If your beloved undergraduate mentor is over age 65, you run the risk of getting really bad advice about graduate school. In fact, I would say that few of us over 35 are reliably in touch, with some exceptions. The first thing you should do is join the professional association in your field of choice. If your income is under 25K, it costs $45 to join the American Historical Association, $35 to join the MLA, $55 to join the American Studies Association. A one year digital subscription to the Chronicle of Higher Education is $72.50, and Inside Higher Education is free! Hence, for under $125, a small investment compared to the loans you will be forced to take out in graduate school to eat and keep a roof over your head, you have within your grasp the best possible advice about the current state of the academic profession, the recent history of the job market, and the degree of risk you are running if you have your heart set on being an academic.
Read blogs: start with New Faculty Majority, the mother ship of up-to-date commentary about the high rate of underemployment among academics.
As for asking live people, your most important advice in this matter, particularly at a liberal arts college, is from the youngest members of the faculty, those who have been on the job market quite recently, and whose bright and capable friends are strategizing their lack of tenure-track employment.
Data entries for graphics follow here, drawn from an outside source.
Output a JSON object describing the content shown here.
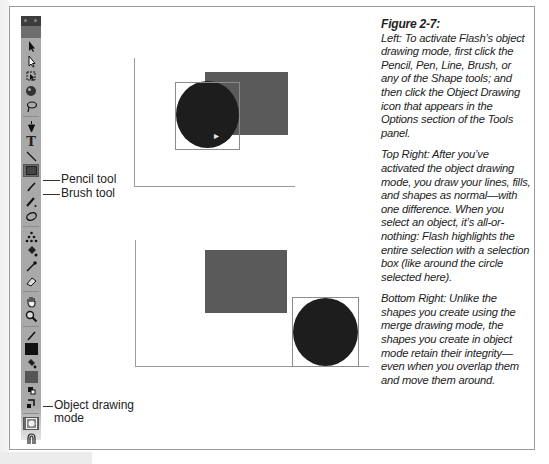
{
  "figure": {
    "title": "Figure 2-7:",
    "paragraphs": [
      "Left: To activate Flash’s object drawing mode, first click the Pencil, Pen, Line, Brush, or any of the Shape tools; and then click the Object Drawing icon that appears in the Options section of the Tools panel.",
      "Top Right: After you’ve activated the object drawing mode, you draw your lines, fills, and shapes as normal—with one difference. When you select an object, it’s all-or-nothing: Flash highlights the entire selection with a selection box (like around the circle selected here).",
      "Bottom Right: Unlike the shapes you create using the merge drawing mode, the shapes you create in object mode retain their integrity—even when you overlap them and move them around."
    ]
  },
  "callouts": {
    "pencil": "Pencil tool",
    "brush": "Brush tool",
    "object_drawing_line1": "Object drawing",
    "object_drawing_line2": "mode"
  },
  "tools_panel": {
    "tools": [
      {
        "name": "selection-tool",
        "glyph": "arrow"
      },
      {
        "name": "subselection-tool",
        "glyph": "arrow-hollow"
      },
      {
        "name": "free-transform-tool",
        "glyph": "transform"
      },
      {
        "name": "3d-rotation-tool",
        "glyph": "sphere"
      },
      {
        "name": "lasso-tool",
        "glyph": "lasso"
      },
      {
        "name": "pen-tool",
        "glyph": "pen"
      },
      {
        "name": "text-tool",
        "glyph": "T"
      },
      {
        "name": "line-tool",
        "glyph": "line"
      },
      {
        "name": "rectangle-tool",
        "glyph": "rect"
      },
      {
        "name": "pencil-tool",
        "glyph": "pencil"
      },
      {
        "name": "brush-tool",
        "glyph": "brush"
      },
      {
        "name": "deco-tool",
        "glyph": "deco"
      },
      {
        "name": "bone-tool",
        "glyph": "bone"
      },
      {
        "name": "paint-bucket-tool",
        "glyph": "bucket"
      },
      {
        "name": "eyedropper-tool",
        "glyph": "eyedropper"
      },
      {
        "name": "eraser-tool",
        "glyph": "eraser"
      },
      {
        "name": "hand-tool",
        "glyph": "hand"
      },
      {
        "name": "zoom-tool",
        "glyph": "zoom"
      }
    ],
    "colors": {
      "stroke": "#111111",
      "fill": "#555555"
    },
    "options": [
      "object-drawing",
      "snap-to-objects"
    ]
  },
  "stage": {
    "colors": {
      "rectangle": "#5a5a5a",
      "circle": "#1d1d1d",
      "selection_box": "#8c8c8c"
    }
  }
}
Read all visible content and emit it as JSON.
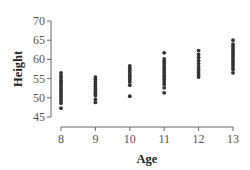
{
  "chart_data": {
    "type": "scatter",
    "title": "",
    "xlabel": "Age",
    "ylabel": "Height",
    "xlim": [
      8,
      13
    ],
    "ylim": [
      45,
      70
    ],
    "x_ticks": [
      8,
      9,
      10,
      11,
      12,
      13
    ],
    "y_ticks": [
      45,
      50,
      55,
      60,
      65,
      70
    ],
    "grid": false,
    "legend": null,
    "colors": {
      "points": "#333333",
      "axis": "#666666",
      "text": "#555555"
    },
    "series": [
      {
        "name": "Height vs Age",
        "points": [
          {
            "x": 8,
            "y": 56.5
          },
          {
            "x": 8,
            "y": 55.8
          },
          {
            "x": 8,
            "y": 55.2
          },
          {
            "x": 8,
            "y": 54.6
          },
          {
            "x": 8,
            "y": 54.0
          },
          {
            "x": 8,
            "y": 53.4
          },
          {
            "x": 8,
            "y": 52.8
          },
          {
            "x": 8,
            "y": 52.2
          },
          {
            "x": 8,
            "y": 51.6
          },
          {
            "x": 8,
            "y": 51.0
          },
          {
            "x": 8,
            "y": 50.4
          },
          {
            "x": 8,
            "y": 49.8
          },
          {
            "x": 8,
            "y": 49.2
          },
          {
            "x": 8,
            "y": 48.6
          },
          {
            "x": 8,
            "y": 47.3
          },
          {
            "x": 9,
            "y": 55.4
          },
          {
            "x": 9,
            "y": 54.8
          },
          {
            "x": 9,
            "y": 54.2
          },
          {
            "x": 9,
            "y": 53.6
          },
          {
            "x": 9,
            "y": 53.0
          },
          {
            "x": 9,
            "y": 52.4
          },
          {
            "x": 9,
            "y": 51.8
          },
          {
            "x": 9,
            "y": 51.2
          },
          {
            "x": 9,
            "y": 50.6
          },
          {
            "x": 9,
            "y": 49.6
          },
          {
            "x": 9,
            "y": 48.8
          },
          {
            "x": 10,
            "y": 58.3
          },
          {
            "x": 10,
            "y": 57.7
          },
          {
            "x": 10,
            "y": 57.1
          },
          {
            "x": 10,
            "y": 56.5
          },
          {
            "x": 10,
            "y": 55.9
          },
          {
            "x": 10,
            "y": 55.3
          },
          {
            "x": 10,
            "y": 54.7
          },
          {
            "x": 10,
            "y": 54.1
          },
          {
            "x": 10,
            "y": 53.3
          },
          {
            "x": 10,
            "y": 50.4
          },
          {
            "x": 11,
            "y": 61.7
          },
          {
            "x": 11,
            "y": 60.1
          },
          {
            "x": 11,
            "y": 59.5
          },
          {
            "x": 11,
            "y": 58.9
          },
          {
            "x": 11,
            "y": 58.3
          },
          {
            "x": 11,
            "y": 57.7
          },
          {
            "x": 11,
            "y": 57.1
          },
          {
            "x": 11,
            "y": 56.5
          },
          {
            "x": 11,
            "y": 55.9
          },
          {
            "x": 11,
            "y": 55.3
          },
          {
            "x": 11,
            "y": 54.7
          },
          {
            "x": 11,
            "y": 54.1
          },
          {
            "x": 11,
            "y": 53.5
          },
          {
            "x": 11,
            "y": 52.6
          },
          {
            "x": 11,
            "y": 51.3
          },
          {
            "x": 12,
            "y": 62.3
          },
          {
            "x": 12,
            "y": 61.3
          },
          {
            "x": 12,
            "y": 60.5
          },
          {
            "x": 12,
            "y": 59.7
          },
          {
            "x": 12,
            "y": 58.9
          },
          {
            "x": 12,
            "y": 58.1
          },
          {
            "x": 12,
            "y": 57.4
          },
          {
            "x": 12,
            "y": 56.7
          },
          {
            "x": 12,
            "y": 56.0
          },
          {
            "x": 12,
            "y": 55.4
          },
          {
            "x": 13,
            "y": 65.0
          },
          {
            "x": 13,
            "y": 64.0
          },
          {
            "x": 13,
            "y": 63.4
          },
          {
            "x": 13,
            "y": 62.8
          },
          {
            "x": 13,
            "y": 62.2
          },
          {
            "x": 13,
            "y": 61.6
          },
          {
            "x": 13,
            "y": 61.0
          },
          {
            "x": 13,
            "y": 60.4
          },
          {
            "x": 13,
            "y": 59.8
          },
          {
            "x": 13,
            "y": 59.2
          },
          {
            "x": 13,
            "y": 58.6
          },
          {
            "x": 13,
            "y": 58.0
          },
          {
            "x": 13,
            "y": 57.4
          },
          {
            "x": 13,
            "y": 56.5
          }
        ]
      }
    ]
  }
}
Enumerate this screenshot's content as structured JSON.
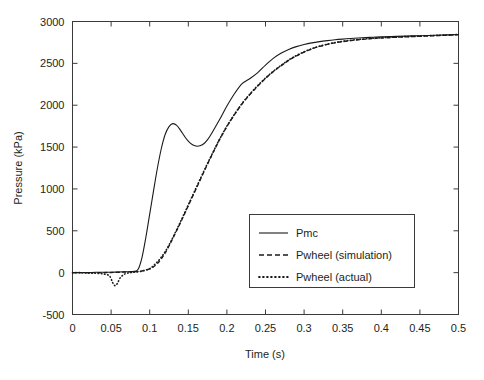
{
  "chart_data": {
    "type": "line",
    "title": "",
    "xlabel": "Time (s)",
    "ylabel": "Pressure (kPa)",
    "xlim": [
      0,
      0.5
    ],
    "ylim": [
      -500,
      3000
    ],
    "xticks": [
      "0",
      "0.05",
      "0.1",
      "0.15",
      "0.2",
      "0.25",
      "0.3",
      "0.35",
      "0.4",
      "0.45",
      "0.5"
    ],
    "xtick_values": [
      0,
      0.05,
      0.1,
      0.15,
      0.2,
      0.25,
      0.3,
      0.35,
      0.4,
      0.45,
      0.5
    ],
    "yticks": [
      "-500",
      "0",
      "500",
      "1000",
      "1500",
      "2000",
      "2500",
      "3000"
    ],
    "ytick_values": [
      -500,
      0,
      500,
      1000,
      1500,
      2000,
      2500,
      3000
    ],
    "grid": false,
    "legend_position": "center-right",
    "series": [
      {
        "name": "Pmc",
        "style": "solid",
        "x": [
          0,
          0.01,
          0.02,
          0.03,
          0.04,
          0.05,
          0.06,
          0.07,
          0.08,
          0.085,
          0.09,
          0.095,
          0.1,
          0.105,
          0.11,
          0.115,
          0.12,
          0.125,
          0.13,
          0.135,
          0.14,
          0.145,
          0.15,
          0.155,
          0.16,
          0.165,
          0.17,
          0.175,
          0.18,
          0.19,
          0.2,
          0.21,
          0.22,
          0.23,
          0.24,
          0.25,
          0.26,
          0.27,
          0.28,
          0.29,
          0.3,
          0.31,
          0.32,
          0.33,
          0.34,
          0.35,
          0.36,
          0.37,
          0.38,
          0.39,
          0.4,
          0.42,
          0.44,
          0.46,
          0.48,
          0.5
        ],
        "y": [
          0,
          0,
          0,
          5,
          5,
          5,
          8,
          10,
          15,
          40,
          180,
          420,
          700,
          980,
          1250,
          1480,
          1650,
          1745,
          1780,
          1760,
          1700,
          1630,
          1570,
          1530,
          1512,
          1515,
          1540,
          1590,
          1660,
          1820,
          1990,
          2140,
          2260,
          2320,
          2390,
          2480,
          2560,
          2620,
          2665,
          2700,
          2725,
          2745,
          2760,
          2772,
          2782,
          2790,
          2797,
          2803,
          2808,
          2812,
          2816,
          2822,
          2828,
          2833,
          2838,
          2845
        ]
      },
      {
        "name": "Pwheel (simulation)",
        "style": "dashed",
        "x": [
          0,
          0.01,
          0.02,
          0.03,
          0.04,
          0.05,
          0.06,
          0.07,
          0.08,
          0.09,
          0.1,
          0.105,
          0.11,
          0.115,
          0.12,
          0.125,
          0.13,
          0.14,
          0.15,
          0.16,
          0.17,
          0.18,
          0.19,
          0.2,
          0.21,
          0.22,
          0.23,
          0.24,
          0.25,
          0.26,
          0.27,
          0.28,
          0.29,
          0.3,
          0.31,
          0.32,
          0.33,
          0.34,
          0.35,
          0.36,
          0.37,
          0.38,
          0.39,
          0.4,
          0.42,
          0.44,
          0.46,
          0.48,
          0.5
        ],
        "y": [
          0,
          0,
          0,
          0,
          0,
          2,
          5,
          8,
          12,
          20,
          45,
          70,
          110,
          165,
          235,
          320,
          410,
          600,
          800,
          1000,
          1200,
          1395,
          1580,
          1745,
          1890,
          2020,
          2130,
          2230,
          2320,
          2400,
          2470,
          2535,
          2590,
          2635,
          2672,
          2702,
          2726,
          2745,
          2760,
          2772,
          2782,
          2790,
          2797,
          2803,
          2812,
          2820,
          2827,
          2834,
          2842
        ]
      },
      {
        "name": "Pwheel (actual)",
        "style": "dotted",
        "x": [
          0,
          0.01,
          0.02,
          0.03,
          0.04,
          0.048,
          0.052,
          0.055,
          0.058,
          0.062,
          0.068,
          0.075,
          0.08,
          0.09,
          0.1,
          0.105,
          0.11,
          0.115,
          0.12,
          0.125,
          0.13,
          0.14,
          0.15,
          0.16,
          0.17,
          0.18,
          0.19,
          0.2,
          0.21,
          0.22,
          0.23,
          0.24,
          0.25,
          0.26,
          0.27,
          0.28,
          0.29,
          0.3,
          0.31,
          0.32,
          0.33,
          0.34,
          0.35,
          0.36,
          0.37,
          0.38,
          0.39,
          0.4,
          0.42,
          0.44,
          0.46,
          0.48,
          0.5
        ],
        "y": [
          0,
          0,
          -5,
          -8,
          -15,
          -40,
          -120,
          -155,
          -130,
          -60,
          -15,
          0,
          5,
          18,
          48,
          85,
          130,
          185,
          250,
          330,
          420,
          610,
          810,
          1010,
          1210,
          1400,
          1585,
          1750,
          1895,
          2025,
          2135,
          2235,
          2325,
          2405,
          2475,
          2540,
          2593,
          2638,
          2675,
          2705,
          2729,
          2748,
          2763,
          2775,
          2785,
          2793,
          2800,
          2806,
          2815,
          2823,
          2830,
          2837,
          2845
        ]
      }
    ],
    "legend": [
      {
        "label": "Pmc",
        "style": "solid"
      },
      {
        "label": "Pwheel (simulation)",
        "style": "dashed"
      },
      {
        "label": "Pwheel (actual)",
        "style": "dotted"
      }
    ]
  }
}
I pick out the SLAC as a particular font of poor advice in this matter, because it is here that the romance of teaching and scholarship tends to cloud the uglier realities of academic life, and it is here that there are no graduate students to set you straight as Professor Graybeard waxes eloquent about the beauties of a cultivated scholarly intellect. Your second most important advice is from all women, GLBT people and anyone in an interdisciplinary or ethnic studies field: there never has been a "good" market for us, and we tend not to think that our special experience of success characterizes the general condition.
And finally, when you are taking advice, do what sensible people do: consider the source. Check to see how many search committees Professor Graybeard has run, and whether s/he gives papers at professional meetings regularly. Does s/he contribute to the life of the profession by serving on committees of professional associations? Does s/he mentor graduate students of hir own, or sit on committees at nearby research universities? Is s/he on the editorial board of a journal? Does s/he publish? Thanks to Google, all of this information is available to you. If the answers to all, or most, of the above questions are "No" then this person may be well-intentioned, but is not a good source of advice.
Whatever you decide: take responsibility for your own decisions in this matter so that you don't waste a lot of emotional energy trying to figure out who to blame when the breaks, and the tenure-track searches, don't go your way. The damage done is not an education that isn't worth anything -- all education is worth something, particularly to creative and engaged people. It's the damage of low self-esteem and disillusion when you have drunk the academic Kool-Aid and -- through no fault of your own -- it doesn't work out.
Monday update: here's a post on the joint J.D./PH.D. from Karen Tani at Legal History Blog. While I wouldn't advise trying to jive the job market by simply attaining multiple degrees (and Tani notes that pursuing such a program is "not for the faint of heart") it is one direction for those of you with an incurable love for learning who are also sane enough to want flexible career options.